Integrated Carbon Capture and Enhanced Oil Recovery
Led by Enhance Energy, this project involves the capture of CO2 emissions from industrial sites in the Alberta Industrial Heartland. The captured CO2 will be transported to mature oil reservoirs in central Alberta, where it will be injected for enhanced oil recovery purposes and permanent sequestration. The project will capture CO2 from two sources: a large fertilizer plant and an oil sands upgrading operation (awaiting construction) in order to demonstrate the feasibility of a single network to collect CO2 from a large number of industrial emitters.

Fort Nelson Exploratory Project
Spectra Energy Transmission’s project represents the first phase of research toward a “world-scale” CCS project associated with Spectra Energy’s existing gas processing plant in Fort Nelson, B.C. Raw natural gas contains high levels of CO2 , which processing strips away.
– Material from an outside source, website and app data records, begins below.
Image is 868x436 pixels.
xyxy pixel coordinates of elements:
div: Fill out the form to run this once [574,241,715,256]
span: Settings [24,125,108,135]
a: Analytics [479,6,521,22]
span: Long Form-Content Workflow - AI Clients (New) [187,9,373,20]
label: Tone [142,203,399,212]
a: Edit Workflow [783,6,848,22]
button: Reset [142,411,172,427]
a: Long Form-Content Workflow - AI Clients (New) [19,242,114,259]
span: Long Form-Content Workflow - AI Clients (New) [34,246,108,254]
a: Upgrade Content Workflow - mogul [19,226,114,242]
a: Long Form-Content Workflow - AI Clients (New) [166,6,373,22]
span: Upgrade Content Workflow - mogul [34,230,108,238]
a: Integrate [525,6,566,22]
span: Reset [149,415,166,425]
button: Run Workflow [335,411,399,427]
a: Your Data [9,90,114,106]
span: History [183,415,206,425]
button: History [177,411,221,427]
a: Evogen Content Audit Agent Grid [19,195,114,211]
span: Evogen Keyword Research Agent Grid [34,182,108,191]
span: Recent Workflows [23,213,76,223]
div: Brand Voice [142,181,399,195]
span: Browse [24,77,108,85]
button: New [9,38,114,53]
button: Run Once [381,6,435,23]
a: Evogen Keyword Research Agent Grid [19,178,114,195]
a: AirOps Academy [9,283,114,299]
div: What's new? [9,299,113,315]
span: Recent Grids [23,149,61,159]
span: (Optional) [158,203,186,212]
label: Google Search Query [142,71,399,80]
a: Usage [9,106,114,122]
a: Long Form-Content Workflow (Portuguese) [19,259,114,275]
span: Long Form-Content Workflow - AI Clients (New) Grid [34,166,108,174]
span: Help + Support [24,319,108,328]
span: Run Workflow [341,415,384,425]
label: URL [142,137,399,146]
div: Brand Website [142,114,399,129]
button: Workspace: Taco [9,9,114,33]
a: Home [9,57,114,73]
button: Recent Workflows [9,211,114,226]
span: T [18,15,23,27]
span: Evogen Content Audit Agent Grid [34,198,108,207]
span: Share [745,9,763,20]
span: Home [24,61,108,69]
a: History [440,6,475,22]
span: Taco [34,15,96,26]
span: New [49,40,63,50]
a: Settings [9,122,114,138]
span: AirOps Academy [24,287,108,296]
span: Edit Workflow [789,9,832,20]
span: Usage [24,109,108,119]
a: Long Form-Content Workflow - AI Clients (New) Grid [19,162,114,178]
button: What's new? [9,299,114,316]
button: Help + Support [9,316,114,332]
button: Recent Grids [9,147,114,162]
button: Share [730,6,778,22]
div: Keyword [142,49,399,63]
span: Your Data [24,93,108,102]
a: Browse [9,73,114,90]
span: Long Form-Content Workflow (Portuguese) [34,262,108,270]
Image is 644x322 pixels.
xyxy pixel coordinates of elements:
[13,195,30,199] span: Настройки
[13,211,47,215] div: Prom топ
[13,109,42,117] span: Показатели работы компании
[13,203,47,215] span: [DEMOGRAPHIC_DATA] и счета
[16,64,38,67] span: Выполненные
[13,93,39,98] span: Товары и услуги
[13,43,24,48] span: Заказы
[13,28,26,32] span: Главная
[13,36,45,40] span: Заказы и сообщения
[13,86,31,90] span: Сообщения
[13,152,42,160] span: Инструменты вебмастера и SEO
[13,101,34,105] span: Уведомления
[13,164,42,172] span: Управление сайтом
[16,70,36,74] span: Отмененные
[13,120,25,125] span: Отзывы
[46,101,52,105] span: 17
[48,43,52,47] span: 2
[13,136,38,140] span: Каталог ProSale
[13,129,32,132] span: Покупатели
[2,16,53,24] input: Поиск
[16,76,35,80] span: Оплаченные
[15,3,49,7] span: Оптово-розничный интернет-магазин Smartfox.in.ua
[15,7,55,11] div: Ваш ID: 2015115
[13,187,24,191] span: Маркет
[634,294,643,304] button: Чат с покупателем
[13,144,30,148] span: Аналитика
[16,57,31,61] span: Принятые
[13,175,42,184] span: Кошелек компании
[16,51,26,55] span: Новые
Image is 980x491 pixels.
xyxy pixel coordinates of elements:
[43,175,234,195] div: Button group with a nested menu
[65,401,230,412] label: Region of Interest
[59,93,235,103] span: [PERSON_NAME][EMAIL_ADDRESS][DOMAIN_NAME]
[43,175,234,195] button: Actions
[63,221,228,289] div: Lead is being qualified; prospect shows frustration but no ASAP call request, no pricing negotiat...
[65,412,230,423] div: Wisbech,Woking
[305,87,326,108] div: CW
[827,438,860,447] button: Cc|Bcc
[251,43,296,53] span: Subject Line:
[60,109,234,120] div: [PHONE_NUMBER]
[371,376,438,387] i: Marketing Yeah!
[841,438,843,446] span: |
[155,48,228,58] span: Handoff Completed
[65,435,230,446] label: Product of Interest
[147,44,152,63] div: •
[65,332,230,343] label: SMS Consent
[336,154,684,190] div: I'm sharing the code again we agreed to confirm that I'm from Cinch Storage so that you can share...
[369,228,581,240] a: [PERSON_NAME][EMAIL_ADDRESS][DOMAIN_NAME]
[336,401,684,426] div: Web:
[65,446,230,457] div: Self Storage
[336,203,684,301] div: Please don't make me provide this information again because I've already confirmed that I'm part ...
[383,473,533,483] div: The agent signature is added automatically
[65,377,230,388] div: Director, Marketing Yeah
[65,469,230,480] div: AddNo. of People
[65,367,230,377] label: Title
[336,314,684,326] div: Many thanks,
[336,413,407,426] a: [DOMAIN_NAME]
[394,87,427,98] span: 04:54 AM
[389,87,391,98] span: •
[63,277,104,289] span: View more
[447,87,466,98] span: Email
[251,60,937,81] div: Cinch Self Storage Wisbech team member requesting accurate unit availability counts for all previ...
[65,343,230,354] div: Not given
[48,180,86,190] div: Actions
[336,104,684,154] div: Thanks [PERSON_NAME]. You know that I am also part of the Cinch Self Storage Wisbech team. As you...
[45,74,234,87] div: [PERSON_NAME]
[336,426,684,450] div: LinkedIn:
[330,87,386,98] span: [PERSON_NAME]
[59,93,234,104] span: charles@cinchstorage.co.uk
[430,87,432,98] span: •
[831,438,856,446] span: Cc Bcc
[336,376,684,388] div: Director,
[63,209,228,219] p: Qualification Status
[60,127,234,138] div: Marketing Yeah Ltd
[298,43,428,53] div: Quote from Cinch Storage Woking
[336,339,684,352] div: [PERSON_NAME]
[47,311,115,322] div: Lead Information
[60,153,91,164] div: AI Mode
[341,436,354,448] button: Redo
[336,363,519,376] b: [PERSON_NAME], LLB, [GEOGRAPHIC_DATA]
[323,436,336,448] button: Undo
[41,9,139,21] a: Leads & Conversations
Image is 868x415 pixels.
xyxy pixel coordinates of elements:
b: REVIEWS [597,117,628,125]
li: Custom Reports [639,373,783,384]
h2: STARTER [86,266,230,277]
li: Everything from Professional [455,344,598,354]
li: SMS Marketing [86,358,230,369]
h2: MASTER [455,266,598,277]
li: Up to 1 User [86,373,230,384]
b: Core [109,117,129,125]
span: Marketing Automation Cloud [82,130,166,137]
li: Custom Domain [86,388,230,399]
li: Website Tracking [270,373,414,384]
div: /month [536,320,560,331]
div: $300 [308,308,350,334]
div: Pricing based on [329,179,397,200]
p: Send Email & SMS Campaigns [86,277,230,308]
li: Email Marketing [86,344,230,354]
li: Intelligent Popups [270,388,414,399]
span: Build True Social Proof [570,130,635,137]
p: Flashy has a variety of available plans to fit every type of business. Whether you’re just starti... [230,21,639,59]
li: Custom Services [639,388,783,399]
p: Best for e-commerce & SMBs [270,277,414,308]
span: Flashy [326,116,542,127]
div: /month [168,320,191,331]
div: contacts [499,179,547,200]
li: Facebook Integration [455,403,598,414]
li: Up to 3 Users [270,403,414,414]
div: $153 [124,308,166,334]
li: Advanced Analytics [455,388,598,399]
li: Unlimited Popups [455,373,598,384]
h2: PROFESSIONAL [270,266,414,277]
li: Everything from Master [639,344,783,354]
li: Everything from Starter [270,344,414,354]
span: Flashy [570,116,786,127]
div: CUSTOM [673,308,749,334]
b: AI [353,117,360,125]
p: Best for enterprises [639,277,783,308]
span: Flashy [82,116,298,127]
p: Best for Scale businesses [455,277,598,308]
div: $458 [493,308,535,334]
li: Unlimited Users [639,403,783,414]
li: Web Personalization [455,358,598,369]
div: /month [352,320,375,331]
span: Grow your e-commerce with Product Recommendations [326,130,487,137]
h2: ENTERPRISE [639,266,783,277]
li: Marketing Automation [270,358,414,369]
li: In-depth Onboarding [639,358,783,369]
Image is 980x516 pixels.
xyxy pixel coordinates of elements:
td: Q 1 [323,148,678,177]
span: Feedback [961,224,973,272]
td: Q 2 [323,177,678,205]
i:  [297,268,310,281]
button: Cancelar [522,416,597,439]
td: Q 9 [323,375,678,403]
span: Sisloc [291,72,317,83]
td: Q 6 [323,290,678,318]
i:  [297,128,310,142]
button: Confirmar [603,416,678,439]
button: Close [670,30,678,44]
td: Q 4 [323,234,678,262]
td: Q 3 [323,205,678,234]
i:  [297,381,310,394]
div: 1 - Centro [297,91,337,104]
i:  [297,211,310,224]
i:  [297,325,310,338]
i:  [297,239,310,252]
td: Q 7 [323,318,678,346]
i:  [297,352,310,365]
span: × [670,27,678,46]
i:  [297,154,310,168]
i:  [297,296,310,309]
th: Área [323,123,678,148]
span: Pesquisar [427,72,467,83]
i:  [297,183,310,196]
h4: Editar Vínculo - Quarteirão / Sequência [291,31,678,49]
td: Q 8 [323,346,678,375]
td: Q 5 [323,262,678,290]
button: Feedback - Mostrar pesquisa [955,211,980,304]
If the process is proven feasible, the CO2 would be compressed, dehydrated, cooled into a concentrated stream, and then injected into deep saline formations more than two kilometers underground for permanent sequestration. This project is designed to demonstrate the technical feasibility of injecting large volumes of sour CO2 into deep saline formations for permanent storage. In the long term, it could lead to a reduction of 1.3 to 1.6 megatons of CO2 per year.

CO2 Injection in Heavy Oil Reservoirs
This project, led by Husky Energy Inc., will focus on targeted R&D activities to develop new knowledge and methods for enhanced oil recovery in heavy oil reservoirs, using injected CO2 that could be permanently stored in the reservoirs—a new approach in heavy oil extraction. This work will help lead to the capture of CO2 from Husky’s upgrader and ethanol plant and transport and inject it into heavy oil reservoirs located adjacent to the upgrader to enhance oil recovery.

This project could lead to the collection of 300,000 tons of CO2 per year from the Husky Upgrader and ethanol plant by purifying, dehydrating, compressing, and transporting the CO2 to a heavy oil reservoir in the Lloydminster, Saskatchewan, area.

Alberta Saline Aquifer Project (ASAP) / Genesee Post-Combustion Demonstration Plant
Enbridge and EPCOR will conduct separate projects, but they are designed to integrate with one another.

EPCOR’s Genesee Post-Combustion Demonstration Plant involves the construction of a demonstration facility that will capture CO2 from a greenfield coal-fired power plant (150 MW net) in Alberta. The captured CO2 will be transported through collaboration with Enbridge and the Alberta Saline Aquifer Project (ASAP).

Enbridge will be designing the pipeline route for transporting the CO2 as well as the CO2 injection facilities. The company will also conduct pilot injections to test the characteristics of the proposed storage site to optimize the project’s operation. The CO2 will be used for enhanced oil recovery operations or sequestered in a saline formation located within 100 km of Genesee. ASAP is also responsible for measuring and monitoring the CO2 that will be stored in the saline aquifer. The Genesee plant would commence operation in 2015, capturing 3,000 tons of CO2 per day, or nearly one million tons per year.